Educating India's Muslims

The problem of education for the minorities in India has always been a vexing one, and the education of Muslims especially so. As long ago as 1886, the astute and far-sighted Sir Syed Ahmad Khan set up the All-India Muslim Educational Conference with the specific intention of addressing, and hopefully, solving the problem of education among Indian Muslims and encouraging, in particular, the study of western sciences and literature among them. Sir Syed was among the first in the community to view education as a tool of empowerment and as a means of bringing Muslims into the national mainstream. It is a different matter that he too chose to concentrate upon the Muslim men and it was left to Shaikh Abdullah to begin the Girls College at Aligarh in 1906
From the earliest days of formal education for Muslims, there was the commensurate issue of appropriate curricula, textbooks, primers, readers and other resource material. Since only a handful chose, or could afford, the English medium of education, for the vast majority Urdu was the language of communication. Men of the caliber of Munshi Zakaullah and Master Ram Chander of the Dilli College, Shibli Nomani and Professor T. W. Arnold at Aligarh and Maulvi Abdul Haq, the Baba-e-Urdu then busy in setting up the Anjuman-e-Tarraqui-e-Urdu at Hyderbabad, applied their mind to the preparation of school curriculum and Urdu textbooks. In 1920, the Urdu Translation Board was set up under the chairmanship of Shaikh Abdul Qadir, a professor of Persian, at the Deccan College to prepare Urdu readers for primary schools. Enlightened Hindus such as Tej Bahadur Sapru and the educationist Dr Tara Chand expressed support and solidarity. In the 1930s, the UP Government set up a Hindustani Academy under the patronage of Tara Chand to promote Urdu literature and, by extension, encourage translations and the production of better quality educational materials.
Madrasas
However, ever since partition, the state of Urdu textbooks has only steadily deteriorated, and things reached such a pass that only the most desperately destitute or the most fanatically idealistic of Indian Muslim parents began to send their offspring to the tender mercies of the madrasa system of education. A popular myth about Muslims is that they refuse to opt for secular education and prefer only madrasa education and madrasa education makes them religious fanatics. This flies in the face of not just common sense but also statistics -- according to the Sachar Committee Report only 4% of all enrolled Muslim children go to madrasas; 66% go to government schools and 30% to private institutions. No middle class persons send their children to madrasas; it is only poor Muslims who cannot afford secular education or happen to live in areas where the State, whose duty it is to provide primary education, fails to do so that children are sent to madrasas. In fact, the cause of lack of secular education is poverty, not religion. But so popular is this myth that madrasa education is ascribed to religious fanaticism and orthodoxy rather than to poverty. Those involved in the education of the Muslim girl child have not been able to reach any consensus on the sort of education to be given to the Muslim girl and ambivalences persist about the merits of Deeni Taalim vs Duniyawi Taleem. What is clear, however, is that a majority of Muslim parents wish to send their girls to an Urdu-medium school, preferably one in their neighbourhood so that the girls are not put to ‘risk’. This brings us back to the issue of textbooks and the importance of not just education per se but the quality and content of education. It cannot be over emphasised that literacy alone is not the key. It will not magically open the doors of opportunity. The quality of education is just as important.

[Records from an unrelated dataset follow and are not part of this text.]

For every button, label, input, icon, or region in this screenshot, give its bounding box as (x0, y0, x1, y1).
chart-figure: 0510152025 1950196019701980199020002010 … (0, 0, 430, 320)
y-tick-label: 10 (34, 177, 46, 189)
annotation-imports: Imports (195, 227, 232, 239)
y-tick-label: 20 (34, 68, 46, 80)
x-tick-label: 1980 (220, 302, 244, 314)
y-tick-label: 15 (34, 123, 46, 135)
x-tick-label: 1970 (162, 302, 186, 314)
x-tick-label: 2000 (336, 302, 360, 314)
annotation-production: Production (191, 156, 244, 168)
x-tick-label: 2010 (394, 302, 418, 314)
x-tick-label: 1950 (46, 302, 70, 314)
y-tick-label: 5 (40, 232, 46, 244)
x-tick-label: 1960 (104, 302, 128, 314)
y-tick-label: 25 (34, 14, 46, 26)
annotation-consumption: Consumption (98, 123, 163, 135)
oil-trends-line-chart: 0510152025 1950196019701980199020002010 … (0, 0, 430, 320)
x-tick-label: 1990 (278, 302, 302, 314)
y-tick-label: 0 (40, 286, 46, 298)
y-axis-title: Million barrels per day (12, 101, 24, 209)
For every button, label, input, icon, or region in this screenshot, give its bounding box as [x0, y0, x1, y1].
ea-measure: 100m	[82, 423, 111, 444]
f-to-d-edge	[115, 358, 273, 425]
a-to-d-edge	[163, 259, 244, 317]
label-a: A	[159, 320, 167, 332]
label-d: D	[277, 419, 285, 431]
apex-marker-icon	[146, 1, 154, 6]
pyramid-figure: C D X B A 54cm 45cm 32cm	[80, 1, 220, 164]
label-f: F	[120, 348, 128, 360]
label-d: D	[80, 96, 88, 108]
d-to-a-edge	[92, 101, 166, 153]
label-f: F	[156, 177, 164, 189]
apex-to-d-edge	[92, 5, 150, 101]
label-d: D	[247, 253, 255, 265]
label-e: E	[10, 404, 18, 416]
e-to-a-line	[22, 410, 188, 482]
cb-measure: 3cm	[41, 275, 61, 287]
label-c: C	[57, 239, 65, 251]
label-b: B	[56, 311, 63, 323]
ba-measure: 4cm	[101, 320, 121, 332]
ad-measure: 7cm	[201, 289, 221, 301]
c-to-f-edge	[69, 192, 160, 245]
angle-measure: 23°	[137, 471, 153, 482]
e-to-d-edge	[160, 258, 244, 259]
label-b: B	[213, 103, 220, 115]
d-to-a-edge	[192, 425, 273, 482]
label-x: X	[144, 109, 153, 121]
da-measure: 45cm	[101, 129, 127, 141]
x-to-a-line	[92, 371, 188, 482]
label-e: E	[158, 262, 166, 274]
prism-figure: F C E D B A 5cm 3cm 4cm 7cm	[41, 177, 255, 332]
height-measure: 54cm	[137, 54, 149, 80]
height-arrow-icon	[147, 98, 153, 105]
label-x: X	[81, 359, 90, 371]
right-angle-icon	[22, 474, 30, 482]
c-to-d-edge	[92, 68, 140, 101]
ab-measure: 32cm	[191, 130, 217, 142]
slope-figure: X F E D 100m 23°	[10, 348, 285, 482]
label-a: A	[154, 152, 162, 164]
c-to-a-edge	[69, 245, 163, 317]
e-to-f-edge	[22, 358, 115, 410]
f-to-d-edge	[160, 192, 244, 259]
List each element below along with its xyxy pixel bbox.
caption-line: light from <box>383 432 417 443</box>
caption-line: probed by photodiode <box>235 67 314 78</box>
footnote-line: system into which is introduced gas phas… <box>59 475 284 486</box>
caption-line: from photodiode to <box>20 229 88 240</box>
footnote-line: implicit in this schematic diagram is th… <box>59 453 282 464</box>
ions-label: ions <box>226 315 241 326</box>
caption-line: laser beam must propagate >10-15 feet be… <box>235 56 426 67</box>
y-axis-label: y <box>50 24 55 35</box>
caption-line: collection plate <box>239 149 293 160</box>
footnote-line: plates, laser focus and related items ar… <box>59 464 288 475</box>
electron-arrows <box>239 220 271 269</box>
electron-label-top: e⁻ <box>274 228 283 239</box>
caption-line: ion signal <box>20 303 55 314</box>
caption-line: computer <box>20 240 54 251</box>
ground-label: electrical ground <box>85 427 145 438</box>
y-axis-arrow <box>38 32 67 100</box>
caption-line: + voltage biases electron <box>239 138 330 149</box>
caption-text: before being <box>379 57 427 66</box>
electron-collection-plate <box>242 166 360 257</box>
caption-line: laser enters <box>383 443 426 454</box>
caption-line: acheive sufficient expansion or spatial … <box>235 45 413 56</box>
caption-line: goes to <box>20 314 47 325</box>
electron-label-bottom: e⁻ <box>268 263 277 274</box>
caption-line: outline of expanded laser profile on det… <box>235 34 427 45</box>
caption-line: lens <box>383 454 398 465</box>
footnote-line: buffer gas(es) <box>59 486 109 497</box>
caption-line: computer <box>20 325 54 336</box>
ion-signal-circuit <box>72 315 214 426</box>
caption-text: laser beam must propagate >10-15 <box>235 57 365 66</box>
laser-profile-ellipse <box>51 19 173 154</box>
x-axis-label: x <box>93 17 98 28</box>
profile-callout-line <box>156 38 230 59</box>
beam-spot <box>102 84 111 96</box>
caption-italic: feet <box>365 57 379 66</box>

Alarm bells rang all across the country when in the course of surveys during the BJP government’s tenure, school textbooks were found to contain anomalies, misinformation and outright falsehoods. Erosion of secular values, a long-term objective of the sangh parivar, had made its insidious way into textbooks through the right-winger’s slogan of ‘one country, one people, one culture’. The Curricular Framework of School Education 2000, hammered out by the NCERT (National Council for Educational Research and Training, the country’s apex educational body) substituted ‘value education’ for moral education. Educationists also noted with alarm that the state of Urdu textbooks, neglected for far too long, amounted to a national shame. With virtually no monitoring of what went into these textbooks, the education being imparted through them was dubious, if not actually harmful.
Textbooks
Fortunately this alarming state of affairs was set right by the feisty Arjun Singh, Minister of Human Resource Development who launched a ‘de-saffronisation’ programme virtually from the day of assuming office. As part of his ambitious cleaning of the Aegean Stables was a reworked – and far more inclusive and holistic -- National Curriculum Framework and more significantly, translation of ALL school textbooks prepared by the NCERT into Urdu. What is more, the NCERT, under instructions from the Ministry of HRD, took urgent steps to ‘de-toxify’ the history and social science textbooks where a great deal of damage had been done by the previous regime. The country’s best and ablest historians and social scientists gave freely of their time and resources to craft intelligently-written yet accessible textbooks that took into account issues of gender, ethnicity, minority rights, etc. What is more, for the first time, the illustrations that accompanied these newly-designed books were also culturally sensitive. Care was taken to show children without any appendages of caste, creed, colour or religion playing and interacting freely. At the same time, minority names appeared far more frequently and in completely mainstream situations than ever before.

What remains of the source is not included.